I had a case head separation in 308 with federal brass after about 5 firings with heavy 200 gr bullets. Afterward I checked the rest of the brass and many were showing signs. I think heavy for caliber bullets cause higher pressures at least in 308.
Pressure has nothing to do with case head separation.
There is ONE, and ONLY ONE cause of case head separation…EXCESSIVE HEADSPACE.
There are TWO ways to get excessive headspace; one is a chamber out of spec with excessive headspace as cut; or, two, excessive headspace INDUCED by the HANDLOADER.
If you bump anymore than necessary, say .001" from chamber including spring back, then after 5 firings, the case is gonna grow that amount causing the thinning.
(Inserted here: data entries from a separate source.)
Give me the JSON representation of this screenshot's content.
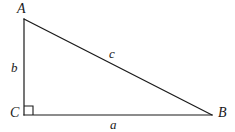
{
  "figure": {
    "kind": "right-triangle-diagram",
    "width": 235,
    "height": 132,
    "background_color": "#ffffff",
    "stroke_color": "#1a1a1a",
    "stroke_width": 1.2
  },
  "vertices": [
    {
      "id": "A",
      "label": "A",
      "x": 24,
      "y": 19
    },
    {
      "id": "B",
      "label": "B",
      "x": 212,
      "y": 115
    },
    {
      "id": "C",
      "label": "C",
      "x": 24,
      "y": 115
    }
  ],
  "sides": [
    {
      "id": "a",
      "label": "a",
      "from": "C",
      "to": "B",
      "role": "base-leg"
    },
    {
      "id": "b",
      "label": "b",
      "from": "A",
      "to": "C",
      "role": "vertical-leg"
    },
    {
      "id": "c",
      "label": "c",
      "from": "A",
      "to": "B",
      "role": "hypotenuse"
    }
  ],
  "right_angle": {
    "at_vertex": "C",
    "marker": "square",
    "size": 9,
    "measure": "90"
  },
  "paths": {
    "leg_b": "M 24 19 L 24 115",
    "leg_a": "M 24 115 L 212 115",
    "hypotenuse_c": "M 24 19 L 212 115",
    "right_angle_marker": "M 24 106 L 33 106 L 33 115"
  }
}
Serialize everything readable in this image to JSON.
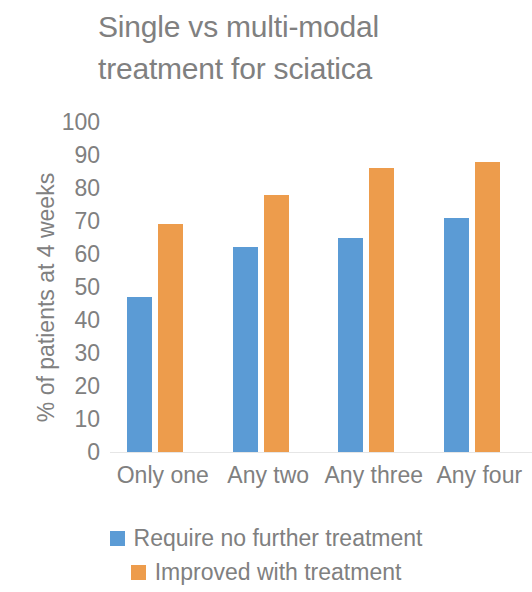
{
  "chart_data": {
    "type": "bar",
    "title": "Single vs multi-modal treatment for sciatica",
    "title_line1": "Single vs multi-modal",
    "title_line2": "treatment for sciatica",
    "xlabel": "",
    "ylabel": "% of patients at 4 weeks",
    "categories": [
      "Only one",
      "Any two",
      "Any three",
      "Any four"
    ],
    "series": [
      {
        "name": "Require no further treatment",
        "color": "#5B9BD5",
        "values": [
          47,
          62,
          65,
          71
        ]
      },
      {
        "name": "Improved with treatment",
        "color": "#ED9C4C",
        "values": [
          69,
          78,
          86,
          88
        ]
      }
    ],
    "ylim": [
      0,
      100
    ],
    "y_ticks": [
      100,
      90,
      80,
      70,
      60,
      50,
      40,
      30,
      20,
      10,
      0
    ],
    "grid": false,
    "legend_position": "bottom",
    "text_color": "#808080",
    "background": "#ffffff"
  }
}
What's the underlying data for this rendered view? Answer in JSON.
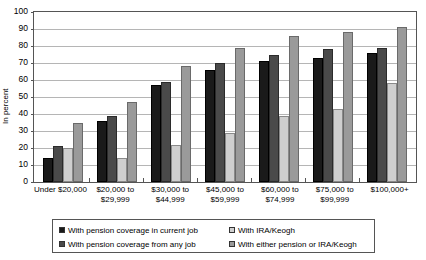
{
  "chart_data": {
    "type": "bar",
    "title": "",
    "xlabel": "",
    "ylabel": "In percent",
    "ylim": [
      0,
      100
    ],
    "ytick_step": 10,
    "ytick_labels": [
      "100",
      "90",
      "80",
      "70",
      "60",
      "50",
      "40",
      "30",
      "20",
      "10",
      "0"
    ],
    "grid": true,
    "legend_position": "bottom",
    "categories": [
      "Under $20,000",
      "$20,000 to\n$29,999",
      "$30,000 to\n$44,999",
      "$45,000 to\n$59,999",
      "$60,000 to\n$74,999",
      "$75,000 to\n$99,999",
      "$100,000+"
    ],
    "series": [
      {
        "name": "With pension coverage in current job",
        "color": "#1a1a1a",
        "values": [
          14,
          36,
          57,
          66,
          71,
          73,
          76
        ]
      },
      {
        "name": "With pension coverage from any job",
        "color": "#4a4a4a",
        "values": [
          21,
          39,
          59,
          70,
          75,
          78,
          79
        ]
      },
      {
        "name": "With IRA/Keogh",
        "color": "#cfcfcf",
        "values": [
          20,
          14,
          22,
          29,
          39,
          43,
          58
        ]
      },
      {
        "name": "With either pension or IRA/Keogh",
        "color": "#9a9a9a",
        "values": [
          35,
          47,
          68,
          79,
          86,
          88,
          91
        ]
      }
    ]
  },
  "legend": {
    "entries": [
      "With pension coverage in current job",
      "With IRA/Keogh",
      "With pension coverage from any job",
      "With either pension or IRA/Keogh"
    ]
  }
}
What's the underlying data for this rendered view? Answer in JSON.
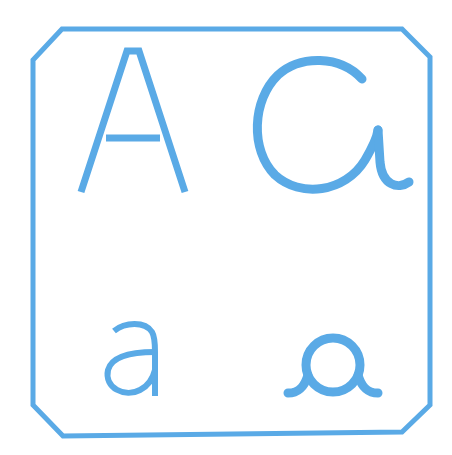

PERIOD.

QuietTexan,
Webs do not stretch in belted mags from firing them the first time… it can't stretch because the belt IS the headspace control, the shoulder blows out, the neck shortens and the case fills the chamber.
It is INDUCED after the fact of the first firing by sizing the shoulder back too far. It should NOT be sized for 3 firings, just neck sizing is enough.
All these MYTHS are still bandied about by those that DO NOT have the means of measuring before and after.

Cheers.
 
Last edited:
QuietTexan,
Webs do not stretch in belted mags from firing them the first time… it can't stretch because the belt IS the headspace control, the shoulder blows out, the neck shortens and the case fills the chamber.
It is INDUCED after the fact of the first firing by sizing the shoulder back too far. It should NOT be sized for 3 firings, just neck sizing is enough.
All these MYTHS are still bandied about by those that DO NOT have the means of measuring before and after.

Cheers.
Any case can stretch on the first firing? The distance between the bolt face and the end of the belt in the chamber isn't controlled for in every bolt/action combination, just like headspace to the shoulder isn't consistent in certain bolt designs. When fireforming if you don't pull the ejector and the firing pin overcomes whatever jam method was used the shoulder's don't blow forward as far on the first firing. I can measure that with a headspace comparator by running a false shoulder case, a jammed case, and a poorly jammed case back to back to back. If the shoulders don't move as far forward on the first firing, then it takes a second fireforming load to get it right or it's the same as if you excessively resized a case. Maybe that's where we're different - the second firing is when the problem is induced, not necessarily by resizing but by not letting the case fully form?

A belted mag can't be jammed as far forward , but try forming shoulders using a bolt head where you can change out the bolt face like a Savage and consistency can be hard to get. This is partly why I use false shoulders, because my Savage target action has enough slop in the bolt face that I couldn't get a jam method to be consistent enough. I wasn't going to waste barrel life running multiple rounds of fireforming loads, so it now has a standard SAAMI chambered barrel on it that runs a weak 20* shoulder because IMO the action isn't tight enough to handle a better chamber. Definitely not the 30-338 LM Improved that I was hoping for, I got a Defiance target action to handle that amount of case shoulder movement.